9fans archive / 1999 / 02 / 7 /    prev next

From: Franklin Robert Araujo França 973930@dcc...
Subject: [9fans] Comments on File I/O measurements
Date: Wed, 03 Feb 1999 10:14:20 +0000

 Russ, please note below our corrections to your random read
calculations.

Comments on File I/O measurements
The first test (bw_file_rd) reads an 8MB file into memory
(the file should then be cached since main memory is 64MB),
then measures the time for re-reading the file sequentially.
The other tests read and write a 100 MB file in 8KB blocks,
using the lmdd test from lmbench.
We were amazed by the Linux numbers so we fetched the Quantum
ST32AT specifications from www.quantum.com; it turns at
5400 rpm, average seek time=10ms,has a 128 KB internal buffer
(~1 track) and a variable number of 512 byte sectors/track
( from 277 to 154) giving nominal rates varying from
12.2 to 6.8 MB/s. Linux partition is after the first 25% of
the disk size, so we estimated nominal rate at that point at
9.2 MB/s.
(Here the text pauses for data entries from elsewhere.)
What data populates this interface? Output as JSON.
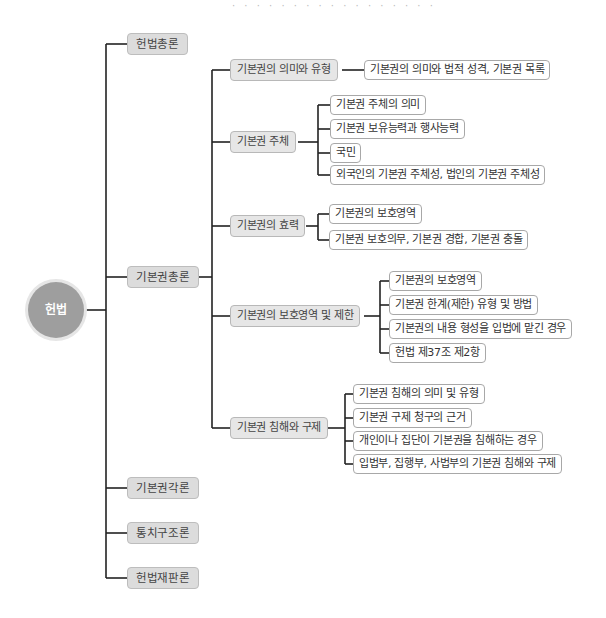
{
  "header": {
    "partial_text": "· · · · · · · · · · · · · · · · ·"
  },
  "mindmap": {
    "root": {
      "label": "헌법"
    },
    "branches": [
      {
        "label": "헌법총론",
        "children": []
      },
      {
        "label": "기본권총론",
        "children": [
          {
            "label": "기본권의 의미와 유형",
            "children": [
              {
                "label": "기본권의 의미와 법적 성격, 기본권 목록"
              }
            ]
          },
          {
            "label": "기본권 주체",
            "children": [
              {
                "label": "기본권 주체의 의미"
              },
              {
                "label": "기본권 보유능력과 행사능력"
              },
              {
                "label": "국민"
              },
              {
                "label": "외국인의 기본권 주체성, 법인의 기본권 주체성"
              }
            ]
          },
          {
            "label": "기본권의 효력",
            "children": [
              {
                "label": "기본권의 보호영역"
              },
              {
                "label": "기본권 보호의무, 기본권 경합, 기본권 충돌"
              }
            ]
          },
          {
            "label": "기본권의 보호영역 및 제한",
            "children": [
              {
                "label": "기본권의 보호영역"
              },
              {
                "label": "기본권 한계(제한) 유형 및 방법"
              },
              {
                "label": "기본권의 내용 형성을 입법에 맡긴 경우"
              },
              {
                "label": "헌법 제37조 제2항"
              }
            ]
          },
          {
            "label": "기본권 침해와 구제",
            "children": [
              {
                "label": "기본권 침해의 의미 및 유형"
              },
              {
                "label": "기본권 구제 청구의 근거"
              },
              {
                "label": "개인이나 집단이 기본권을 침해하는 경우"
              },
              {
                "label": "입법부, 집행부, 사법부의 기본권 침해와 구제"
              }
            ]
          }
        ]
      },
      {
        "label": "기본권각론",
        "children": []
      },
      {
        "label": "통치구조론",
        "children": []
      },
      {
        "label": "헌법재판론",
        "children": []
      }
    ]
  },
  "colors": {
    "root_fill": "#9e9e9e",
    "l1_fill": "#dcdcdc",
    "l2_fill": "#e6e6e6",
    "line": "#222222"
  }
}
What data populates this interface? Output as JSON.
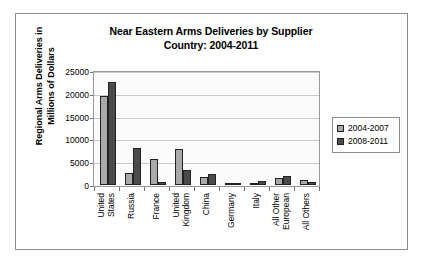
{
  "chart_data": {
    "type": "bar",
    "title": "Near Eastern Arms Deliveries by Supplier Country: 2004-2011",
    "title_lines": [
      "Near Eastern Arms Deliveries by Supplier",
      "Country: 2004-2011"
    ],
    "xlabel": "",
    "ylabel": "Regional Arms Deliveries in Millions of Dollars",
    "ylabel_lines": [
      "Regional Arms Deliveries in",
      "Millions of Dollars"
    ],
    "ylim": [
      0,
      25000
    ],
    "ytick_values": [
      0,
      5000,
      10000,
      15000,
      20000,
      25000
    ],
    "ytick_labels": [
      "0",
      "5000",
      "10000",
      "15000",
      "20000",
      "25000"
    ],
    "grid": true,
    "legend_position": "right",
    "categories": [
      "United States",
      "Russia",
      "France",
      "United Kingdom",
      "China",
      "Germany",
      "Italy",
      "All Other European",
      "All Others"
    ],
    "category_lines": [
      [
        "United",
        "States"
      ],
      [
        "Russia"
      ],
      [
        "France"
      ],
      [
        "United",
        "Kingdom"
      ],
      [
        "China"
      ],
      [
        "Germany"
      ],
      [
        "Italy"
      ],
      [
        "All Other",
        "European"
      ],
      [
        "All Others"
      ]
    ],
    "series": [
      {
        "name": "2004-2007",
        "color": "#a9a9a9",
        "values": [
          19500,
          2700,
          5700,
          8000,
          1700,
          400,
          300,
          1600,
          1200
        ]
      },
      {
        "name": "2008-2011",
        "color": "#4b4b4b",
        "values": [
          22500,
          8200,
          700,
          3300,
          2400,
          500,
          900,
          1900,
          600
        ]
      }
    ]
  }
}
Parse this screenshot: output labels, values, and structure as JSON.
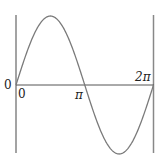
{
  "diagram": {
    "type": "sine-wave-plot",
    "function": "sin(x)",
    "x_range": [
      "0",
      "2π"
    ],
    "labels": {
      "y_origin": "0",
      "x_zero": "0",
      "x_pi": "π",
      "x_two_pi": "2π"
    },
    "colors": {
      "curve": "#7a7a7a",
      "axis": "#555555",
      "boundary_lines": "#888888",
      "text": "#222222"
    }
  }
}
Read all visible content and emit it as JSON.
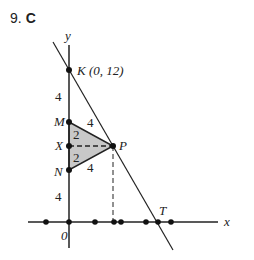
{
  "question": {
    "number": "9.",
    "answer": "C"
  },
  "axes": {
    "x_label": "x",
    "y_label": "y",
    "origin_label": "0"
  },
  "points": {
    "K": {
      "label": "K (0, 12)"
    },
    "M": {
      "label": "M"
    },
    "X": {
      "label": "X"
    },
    "N": {
      "label": "N"
    },
    "P": {
      "label": "P"
    },
    "T": {
      "label": "T"
    }
  },
  "segment_labels": {
    "KM": "4",
    "MX": "2",
    "XN": "2",
    "NO": "4",
    "MP": "4",
    "NP": "4"
  },
  "colors": {
    "triangle_fill": "#c8c8c8",
    "stroke": "#222222"
  }
}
We rebooted the system before all measurements in order
to avoid any cache re-use, and executed the sync() system call
before ending the time measurements.
Linux was able to create and write sequentially a 100MB file
at 50% of the disk nominal speed and (after reboot) to read
sequentially the same file at 90% of the disk nominal speed.
In the random read test with the same file we read 12800 times
8KB blocks randonly chosen (therefore, 12800 random lseeks
followed by read): the time measured was 116.3 secs giving
9.8 ms /operation, very close to the average seek time.
PS: Plan9 partition is after Linux in the disk, which may
give nominal rates up to 20% lower than Linux 9MB/s, but this
obviously cannot explain the difference in performance.